Year 7 Scientific Detectives ~ Sherlock Holmes

In no hurry at all, the Year 7 cohort was called for duty!

The students were provided with a dichotomous key. Using their scientific skills, they were required to identify and classify some of the plants in a local habitat, the one and only: BGS Garden.

The Year 7’s put on their detective hats and were given the following instructions:

‘This key will help you classify plants in a local habitat into their main divisions’. This key also allows flowering plants to be further classified into two groups called monocotyledons and dicotyledons’.

Leading up to the classification of the BGS Garden plants, the detectives documented their selected plants by making a scientific drawing.

Things the drawing MUST include:

  • A title.
  • Single line drawing (not sketching or shading).
  • Labels with straight lines (not crossed).
  • Drawing should be neat and clear.

Using the evidence documented, they were then able to classifying their plants under investigation.

How does this relate to the Victorian Curriculum?

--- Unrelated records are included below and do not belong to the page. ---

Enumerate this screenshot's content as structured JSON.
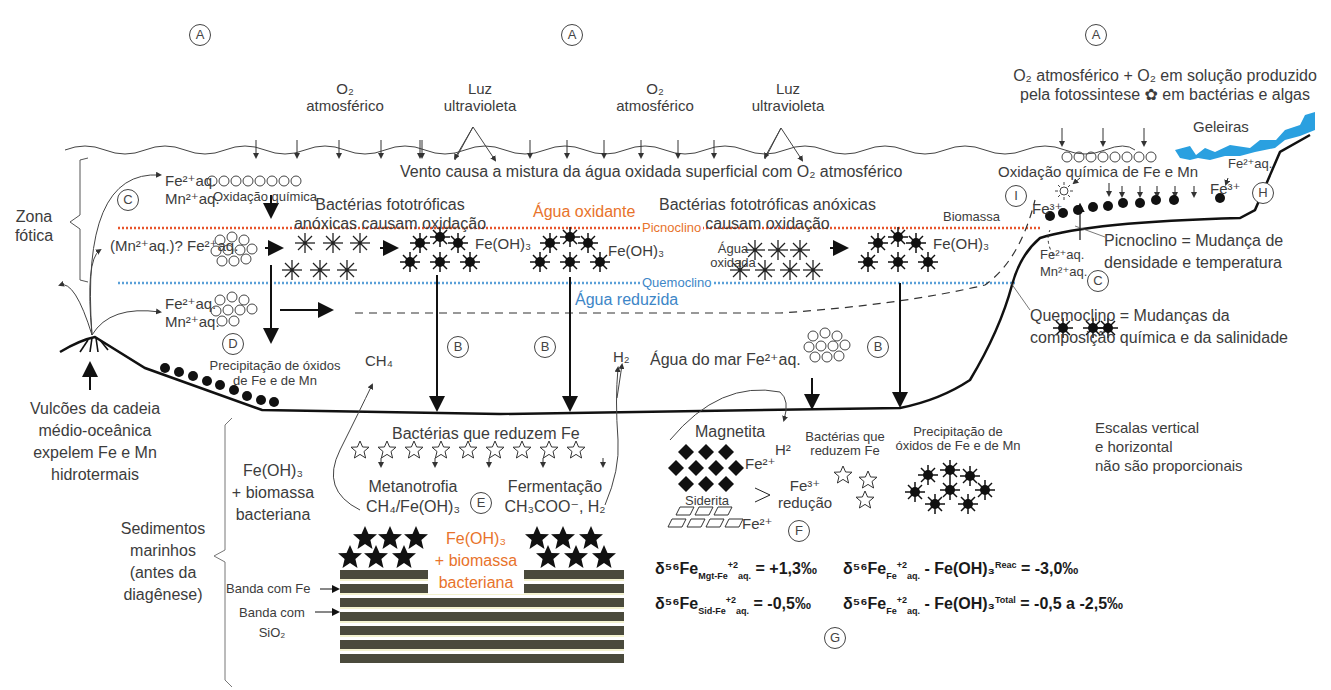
{
  "markers": {
    "A": "A",
    "B": "B",
    "C": "C",
    "D": "D",
    "E": "E",
    "F": "F",
    "G": "G",
    "H": "H",
    "I": "I"
  },
  "atmosphere": {
    "o2_atmosferico_1": {
      "line1": "O₂",
      "line2": "atmosférico"
    },
    "luz_uv_1": {
      "line1": "Luz",
      "line2": "ultravioleta"
    },
    "o2_atmosferico_2": {
      "line1": "O₂",
      "line2": "atmosférico"
    },
    "luz_uv_2": {
      "line1": "Luz",
      "line2": "ultravioleta"
    },
    "o2_photosynthesis": {
      "line1": "O₂ atmosférico + O₂ em solução produzido",
      "line2": "pela fotossintese ✿ em bactérias e algas"
    },
    "geleiras": "Geleiras"
  },
  "surface": {
    "wind_mixing": "Vento causa a mistura da água oxidada superficial com O₂ atmosférico",
    "oxidacao_quimica": "Oxidação química",
    "oxidacao_quimica_fe_mn": "Oxidação química de Fe e Mn",
    "fe_aq": "Fe²⁺aq.",
    "mn_aq": "Mn²⁺aq.",
    "fe3": "Fe³⁺",
    "biomassa": "Biomassa"
  },
  "zones": {
    "zona_fotica": {
      "line1": "Zona",
      "line2": "fótica"
    },
    "agua_oxidante": "Água oxidante",
    "picnoclino": "Picnoclino",
    "quemoclino": "Quemoclino",
    "agua_reduzida": "Água reduzida",
    "agua_oxidada": {
      "line1": "Água",
      "line2": "oxidada"
    },
    "agua_do_mar": "Água do mar Fe²⁺aq."
  },
  "bacteria_labels": {
    "left": {
      "line1": "Bactérias fototróficas",
      "line2": "anóxicas causam oxidação"
    },
    "right": {
      "line1": "Bactérias fototróficas anóxicas",
      "line2": "causam oxidação"
    }
  },
  "precipitates": {
    "fe_oh3": "Fe(OH)₃",
    "mn_question": "(Mn²⁺aq.)? Fe²⁺aq.",
    "precip_oxides": {
      "line1": "Precipitação de óxidos",
      "line2": "de Fe e de Mn"
    },
    "precip_oxides_right": {
      "line1": "Precipitação de",
      "line2": "óxidos de Fe e de Mn"
    },
    "ch4": "CH₄",
    "h2": "H₂"
  },
  "definitions": {
    "picnoclino": {
      "line1": "Picnoclino = Mudança de",
      "line2": "densidade e temperatura"
    },
    "quemoclino": {
      "line1": "Quemoclino = Mudanças da",
      "line2": "composição química e da salinidade"
    }
  },
  "volcano": {
    "line1": "Vulcões da cadeia",
    "line2": "médio-oceânica",
    "line3": "expelem Fe e Mn",
    "line4": "hidrotermais"
  },
  "sediments": {
    "fe_oh3_biomass": {
      "line1": "Fe(OH)₃",
      "line2": "+ biomassa",
      "line3": "bacteriana"
    },
    "sedimentos": {
      "line1": "Sedimentos",
      "line2": "marinhos",
      "line3": "(antes da",
      "line4": "diagênese)"
    },
    "banda_fe": "Banda com Fe",
    "banda_sio2": {
      "line1": "Banda com",
      "line2": "SiO₂"
    },
    "center_label": {
      "line1": "Fe(OH)₃",
      "line2": "+ biomassa",
      "line3": "bacteriana"
    }
  },
  "reduction": {
    "bacterias_reduzem": "Bactérias que reduzem Fe",
    "metanotrofia": {
      "line1": "Metanotrofia",
      "line2": "CH₄/Fe(OH)₃"
    },
    "fermentacao": {
      "line1": "Fermentação",
      "line2": "CH₃COO⁻, H₂"
    },
    "magnetita": "Magnetita",
    "h2_sup": "H²",
    "fe2_a": "Fe²⁺",
    "fe2_b": "Fe²⁺",
    "siderita": "Siderita",
    "fe3_reducao": {
      "line1": "Fe³⁺",
      "line2": "redução"
    },
    "bacterias_reduzem_small": {
      "line1": "Bactérias que",
      "line2": "reduzem Fe"
    }
  },
  "scale_note": {
    "line1": "Escalas vertical",
    "line2": "e horizontal",
    "line3": "não são proporcionais"
  },
  "isotopes": {
    "eq1": {
      "prefix": "δ⁵⁶Fe",
      "sub": "Mgt-Fe",
      "sup": "+2",
      "sub2": "aq.",
      "value": "= +1,3‰"
    },
    "eq2": {
      "prefix": "δ⁵⁶Fe",
      "sub": "Fe",
      "sup": "+2",
      "sub2": "aq.",
      "mid": " - Fe(OH)₃",
      "sup2": "Reac",
      "value": "= -3,0‰"
    },
    "eq3": {
      "prefix": "δ⁵⁶Fe",
      "sub": "Sid-Fe",
      "sup": "+2",
      "sub2": "aq.",
      "value": "= -0,5‰"
    },
    "eq4": {
      "prefix": "δ⁵⁶Fe",
      "sub": "Fe",
      "sup": "+2",
      "sub2": "aq.",
      "mid": " - Fe(OH)₃",
      "sup2": "Total",
      "value": "= -0,5 a -2,5‰"
    }
  },
  "colors": {
    "picnoclino_line": "#e8552b",
    "quemoclino_line": "#5aa0d8",
    "agua_oxidante": "#e8732b",
    "agua_reduzida": "#3d86c7",
    "glacier": "#2aa0e0",
    "sediment_band": "#4a4a3c",
    "sediment_gap": "#e8e6a0"
  }
}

The Year 7 students have discovered that ‘there are differences within and between groups of organisms; classification helps organise this diversity’ (The Victorian Curriculum).

They can:

  • Group a variety of organisms based on similarities and differences in particular features.
  • Classify using hierarchical systems, for example, kingdom, phylum, class, order, family, genus, species.
  • Use scientific conventions for naming species.
  • Use provided keys to identifying organisms surveyed in a local habitat.